S
Stephen Porter
I just found this newsgroup in a search to find someplace
where I might find an answer to what might be a simple
question.
I've noticed that on the small networks that I use at home
and at work that I cannot access the "My Documents"
folders of other users on other computers across the net.
Every time I try I get an error message saying that the
folder is not accessible.
I've never really pushed figuring out how/why this works
this way, but today I had a situation where I really had
to access MY OWN "My Documents" folder from another
computer as my own computer was glitching badly and one of
the few capabilities I had left was to access the affected
drive across the network. I wanted to copy/backup the
"My Documents" folder to somewhere so the files would be
available when I needed them, figuring that I could very
likely have a terminal hard drive problem. But no
go..."not accessible."
Now I wonder why someone with administrator privileges
cannot access any files he/she wants to? Or is this the
case and I just don't know how to go about doing this.

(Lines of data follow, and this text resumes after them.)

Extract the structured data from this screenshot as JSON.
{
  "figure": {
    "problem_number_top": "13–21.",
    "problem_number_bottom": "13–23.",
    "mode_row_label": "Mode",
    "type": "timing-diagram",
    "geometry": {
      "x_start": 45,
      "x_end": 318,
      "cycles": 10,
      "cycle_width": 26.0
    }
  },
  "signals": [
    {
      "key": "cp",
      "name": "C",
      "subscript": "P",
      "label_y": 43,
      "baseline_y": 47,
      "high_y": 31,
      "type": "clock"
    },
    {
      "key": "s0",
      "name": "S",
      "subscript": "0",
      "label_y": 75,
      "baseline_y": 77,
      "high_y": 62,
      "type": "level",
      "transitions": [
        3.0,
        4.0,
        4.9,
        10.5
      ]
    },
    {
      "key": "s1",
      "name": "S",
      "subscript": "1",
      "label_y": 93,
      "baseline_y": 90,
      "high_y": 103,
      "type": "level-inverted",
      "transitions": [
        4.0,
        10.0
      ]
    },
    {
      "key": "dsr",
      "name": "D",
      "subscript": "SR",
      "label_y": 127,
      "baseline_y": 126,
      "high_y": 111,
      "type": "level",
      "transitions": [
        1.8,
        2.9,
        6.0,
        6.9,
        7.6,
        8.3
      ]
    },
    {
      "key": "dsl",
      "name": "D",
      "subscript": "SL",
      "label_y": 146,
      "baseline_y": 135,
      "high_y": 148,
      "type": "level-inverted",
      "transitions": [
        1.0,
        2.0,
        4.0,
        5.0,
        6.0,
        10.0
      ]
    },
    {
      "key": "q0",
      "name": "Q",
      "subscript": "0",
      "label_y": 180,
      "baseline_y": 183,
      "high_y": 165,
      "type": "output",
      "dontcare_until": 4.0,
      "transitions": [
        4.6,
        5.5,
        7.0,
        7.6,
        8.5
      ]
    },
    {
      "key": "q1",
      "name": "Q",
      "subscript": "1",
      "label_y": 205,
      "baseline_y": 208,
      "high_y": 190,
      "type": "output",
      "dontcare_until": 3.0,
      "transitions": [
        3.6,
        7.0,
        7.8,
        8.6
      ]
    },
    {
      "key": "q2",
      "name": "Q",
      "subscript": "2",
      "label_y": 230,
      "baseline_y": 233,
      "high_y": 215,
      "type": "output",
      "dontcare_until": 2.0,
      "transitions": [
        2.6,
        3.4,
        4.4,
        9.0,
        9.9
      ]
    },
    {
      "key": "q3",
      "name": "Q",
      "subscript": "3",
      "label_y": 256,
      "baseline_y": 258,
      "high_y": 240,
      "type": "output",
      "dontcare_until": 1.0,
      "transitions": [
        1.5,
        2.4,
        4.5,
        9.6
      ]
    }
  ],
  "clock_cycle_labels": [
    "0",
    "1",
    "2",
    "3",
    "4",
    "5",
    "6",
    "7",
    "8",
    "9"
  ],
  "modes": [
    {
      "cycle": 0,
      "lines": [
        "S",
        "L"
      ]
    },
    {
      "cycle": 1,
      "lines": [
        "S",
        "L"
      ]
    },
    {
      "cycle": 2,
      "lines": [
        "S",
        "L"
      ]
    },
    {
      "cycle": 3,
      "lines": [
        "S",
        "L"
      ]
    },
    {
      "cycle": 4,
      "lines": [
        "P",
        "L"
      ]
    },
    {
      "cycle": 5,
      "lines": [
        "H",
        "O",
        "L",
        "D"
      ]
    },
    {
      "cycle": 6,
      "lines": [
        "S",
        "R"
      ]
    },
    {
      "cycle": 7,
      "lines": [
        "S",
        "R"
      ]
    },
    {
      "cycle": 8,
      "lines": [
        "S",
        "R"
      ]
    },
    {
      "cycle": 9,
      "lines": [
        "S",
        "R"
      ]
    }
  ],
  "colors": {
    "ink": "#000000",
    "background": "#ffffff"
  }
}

From today's experience I can see that it really is vital
to have this kind of access. And for other reasons too.
Can someone here enlighten me on this point? TIA!

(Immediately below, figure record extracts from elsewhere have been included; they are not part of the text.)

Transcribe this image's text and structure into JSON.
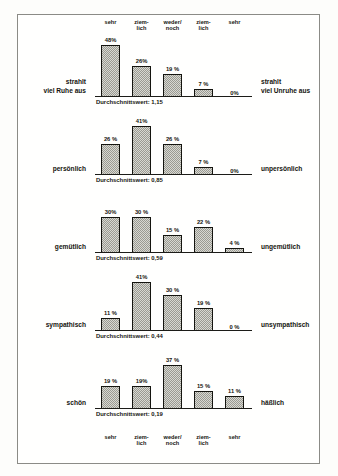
{
  "scale_labels": [
    {
      "line1": "sehr",
      "line2": ""
    },
    {
      "line1": "ziem-",
      "line2": "lich"
    },
    {
      "line1": "weder/",
      "line2": "noch"
    },
    {
      "line1": "ziem-",
      "line2": "lich"
    },
    {
      "line1": "sehr",
      "line2": ""
    }
  ],
  "mean_prefix": "Durchschnittswert:",
  "chart_data": {
    "type": "bar",
    "title": "",
    "subtitle": "",
    "xlabel": "",
    "ylabel": "",
    "ylim": [
      0,
      50
    ],
    "grid": false,
    "legend": "none",
    "categories": [
      "sehr",
      "ziemlich",
      "weder/noch",
      "ziemlich",
      "sehr"
    ],
    "category_lines": [
      [
        "sehr",
        ""
      ],
      [
        "ziem-",
        "lich"
      ],
      [
        "weder/",
        "noch"
      ],
      [
        "ziem-",
        "lich"
      ],
      [
        "sehr",
        ""
      ]
    ],
    "panels": [
      {
        "left_pole": "strahlt viel Ruhe aus",
        "left_pole_lines": [
          "strahlt",
          "viel Ruhe aus"
        ],
        "right_pole": "strahlt viel Unruhe aus",
        "right_pole_lines": [
          "strahlt",
          "viel Unruhe aus"
        ],
        "values": [
          48,
          26,
          19,
          7,
          0
        ],
        "value_labels": [
          "48%",
          "26%",
          "19 %",
          "7 %",
          "0%"
        ],
        "mean_label": "Durchschnittswert: 1,15",
        "mean": 1.15
      },
      {
        "left_pole": "persönlich",
        "left_pole_lines": [
          "persönlich"
        ],
        "right_pole": "unpersönlich",
        "right_pole_lines": [
          "unpersönlich"
        ],
        "values": [
          26,
          41,
          26,
          7,
          0
        ],
        "value_labels": [
          "26 %",
          "41%",
          "26 %",
          "7 %",
          "0%"
        ],
        "mean_label": "Durchschnittswert: 0,85",
        "mean": 0.85
      },
      {
        "left_pole": "gemütlich",
        "left_pole_lines": [
          "gemütlich"
        ],
        "right_pole": "ungemütlich",
        "right_pole_lines": [
          "ungemütlich"
        ],
        "values": [
          30,
          30,
          15,
          22,
          4
        ],
        "value_labels": [
          "30%",
          "30 %",
          "15 %",
          "22 %",
          "4 %"
        ],
        "mean_label": "Durchschnittswert: 0,59",
        "mean": 0.59
      },
      {
        "left_pole": "sympathisch",
        "left_pole_lines": [
          "sympathisch"
        ],
        "right_pole": "unsympathisch",
        "right_pole_lines": [
          "unsympathisch"
        ],
        "values": [
          11,
          41,
          30,
          19,
          0
        ],
        "value_labels": [
          "11 %",
          "41%",
          "30 %",
          "19 %",
          "0 %"
        ],
        "mean_label": "Durchschnittswert: 0,44",
        "mean": 0.44
      },
      {
        "left_pole": "schön",
        "left_pole_lines": [
          "schön"
        ],
        "right_pole": "häßlich",
        "right_pole_lines": [
          "häßlich"
        ],
        "values": [
          19,
          19,
          37,
          15,
          11
        ],
        "value_labels": [
          "19 %",
          "19%",
          "37 %",
          "15 %",
          "11 %"
        ],
        "mean_label": "Durchschnittswert: 0,19",
        "mean": 0.19
      }
    ]
  },
  "colors": {
    "frame": "#8b8b86",
    "ink": "#15150f",
    "bar_fill": "#d8d8d2",
    "bar_hatch": "#9a9a92",
    "paper": "#fdfdfb"
  }
}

where I might find an answer to what might be a simple
question.
I've noticed that on the small networks that I use at home
and at work that I cannot access the "My Documents"
folders of other users on other computers across the net.
Every time I try I get an error message saying that the
folder is not accessible.
I've never really pushed figuring out how/why this works
this way, but today I had a situation where I really had
to access MY OWN "My Documents" folder from another
computer as my own computer was glitching badly and one of
the few capabilities I had left was to access the affected
drive across the network. I wanted to copy/backup the
"My Documents" folder to somewhere so the files would be
available when I needed them, figuring that I could very
likely have a terminal hard drive problem. But no
go..."not accessible."
Now I wonder why someone with administrator privileges
cannot access any files he/she wants to? Or is this the
case and I just don't know how to go about doing this.
From today's experience I can see that it really is vital
to have this kind of access. And for other reasons too.
Can someone here enlighten me on this point? TIA!